Narrative work is not immune to any of this. Groups and individuals are often under pressure to produce campaigns and communications in unrealistically tight timescales; never with enough time for the big conversations about vision and the whys, whos and hows, or for meaningful review and evaluation. Those who produce more are rewarded with more resources.
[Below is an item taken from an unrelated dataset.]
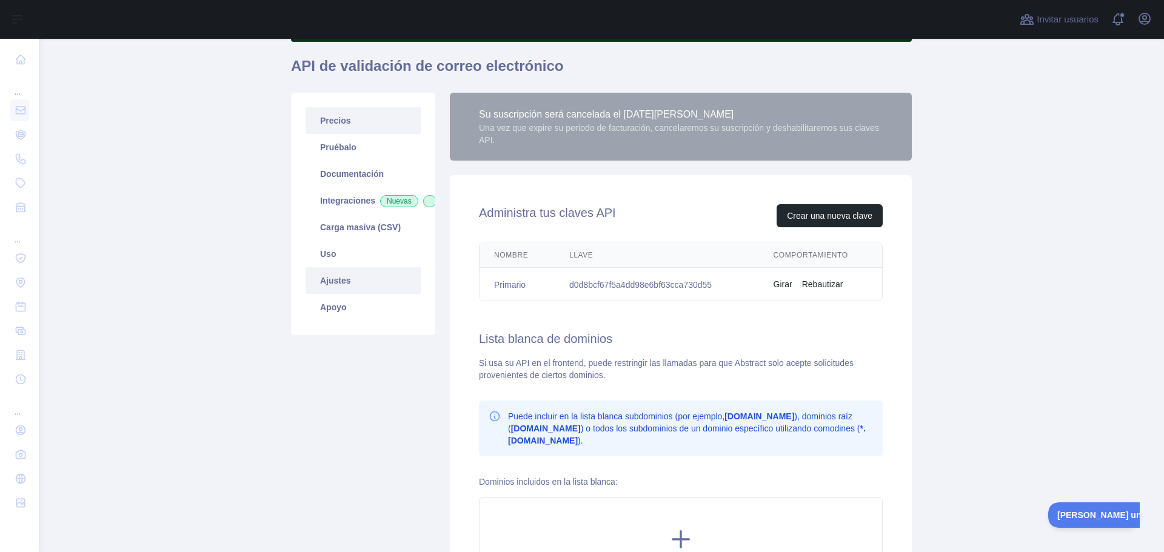 The image size is (1164, 552). What do you see at coordinates (363, 121) in the screenshot?
I see `a: Precios` at bounding box center [363, 121].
Disabled and neurodivergent folks are often marginalised by their needs around time and pace.

Some suggestions for queering spacetime in narrative work:

  • Build in spaciousness (long breaks!), flexibility and rest into workshops, projects and funding bids (see work on crip time, like Care Work by Leah Lakshmi Piepzna-Samarasinha).
  • Understand processes as cyclical and iterative, rather than linear and forward-moving, with reflection, evaluation, review and learning given proper space and time.
  • Understand the time and space you’re working in as connected to the past and future, shaped by historical and current power structures and dynamics, and acknowledge the impact on peoples and land.
  • Acknowledge and name the power structures and historical forces at the root of the issues we face.

This is just a starting place, and in future blogs, we hope to dive deeper into these and many other ideas and practices. I’m also conscious of the irony of creating checklists and tick-boxes in true capitalist style to meet structural, cultural, systemic issues!

In aid of our thinking and practice, how else can we work to decolonise narrative work? Do you have examples of it in practice? That, as well as any other feedback, is deeply welcome.